Where state-level variation is material — for example, in Medicaid eligibility thresholds, school vaccination exemption policies, or newborn screening panel requirements — content specifies the jurisdiction affected rather than generalizing across all states. The Secretary's Advisory Committee on Heritable Disorders in Newborns and Children (SACHDNC) recommends the federal Recommended Uniform Screening Panel (RUSP), but implementation across the 50 states varies, making state-specific attribution essential in that domain.
Content on this site does not cover international pediatric standards, foreign pharmaceutical approvals, or clinical guidelines issued solely by non-U.S. professional bodies unless those sources are directly relevant to U.S. practice.
What to include in your message
Clear, structured messages receive faster responses. The following breakdown represents the minimum information that allows effective triage:
- Subject category — Identify whether the message is editorial, technical, or a licensing inquiry (see the 3 categories above).
- Specific page or section — Provide the full URL or the page title of the content in question. Generic references to "an article on the site" cannot be efficiently routed.
- The specific claim or passage — Quote or describe exactly what requires review. A disputed sentence, a broken link URL, or an outdated statistic should be identified precisely.
- Supporting documentation — For editorial corrections, name the authoritative public source that conflicts with published content. Acceptable sources include peer-reviewed publications indexed in PubMed, official CDC or AAP clinical guidelines, and statutory or regulatory text from eCFR.gov.
- Contact information — An email address is required for a response to be delivered. No personal information beyond a reply address is collected or retained beyond the scope of the correspondence.
Messages submitted without a specific page reference or without a named conflicting source are deprioritized relative to well-documented submissions.
Response expectations
Editorial review follows a structured workflow.
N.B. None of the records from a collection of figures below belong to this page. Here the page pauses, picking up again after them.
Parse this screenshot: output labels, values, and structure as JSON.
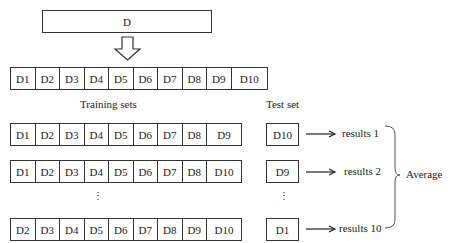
{
  "dataset": {
    "label": "D"
  },
  "folds_row": [
    "D1",
    "D2",
    "D3",
    "D4",
    "D5",
    "D6",
    "D7",
    "D8",
    "D9",
    "D10"
  ],
  "headers": {
    "training": "Training sets",
    "test": "Test set"
  },
  "iterations": [
    {
      "train": [
        "D1",
        "D2",
        "D3",
        "D4",
        "D5",
        "D6",
        "D7",
        "D8",
        "D9"
      ],
      "test": "D10",
      "result": "results 1"
    },
    {
      "train": [
        "D1",
        "D2",
        "D3",
        "D4",
        "D5",
        "D6",
        "D7",
        "D8",
        "D10"
      ],
      "test": "D9",
      "result": "results 2"
    },
    {
      "train": [
        "D2",
        "D3",
        "D4",
        "D5",
        "D6",
        "D7",
        "D8",
        "D9",
        "D10"
      ],
      "test": "D1",
      "result": "results 10"
    }
  ],
  "ellipsis": "⋮",
  "aggregate": {
    "label": "Average"
  }
}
Messages flagged as editorial corrections enter a 3-stage process: intake and categorization, source verification against named public documents, and revision or rejection with a documented rationale. The full cycle typically spans 5 to 10 business days depending on the complexity of the source verification required.
Technical issue reports — particularly those involving broken links or accessibility failures under WCAG 2.1 standards — are assessed within 2 business days and patched in the next scheduled maintenance window.
Licensing and syndication inquiries receive an acknowledgment within 3 business days. Formal licensing terms, if applicable, are issued separately.
Responses are provided by email only. Pediatrics Authority does not maintain public social media accounts for editorial correspondence. A message that does not receive a reply within 15 business days should be resubmitted with a note indicating the original submission date.
No response will be issued to messages requesting clinical advice, specialist referrals, second opinions on diagnoses, or interpretation of laboratory results. Those requests require direct engagement with a licensed pediatric clinician, potentially within the framework described in HIPAA's Privacy Rule (45 CFR Parts 160 and 164), which governs protected health information in clinical settings — a context distinct from editorial correspondence with a reference website.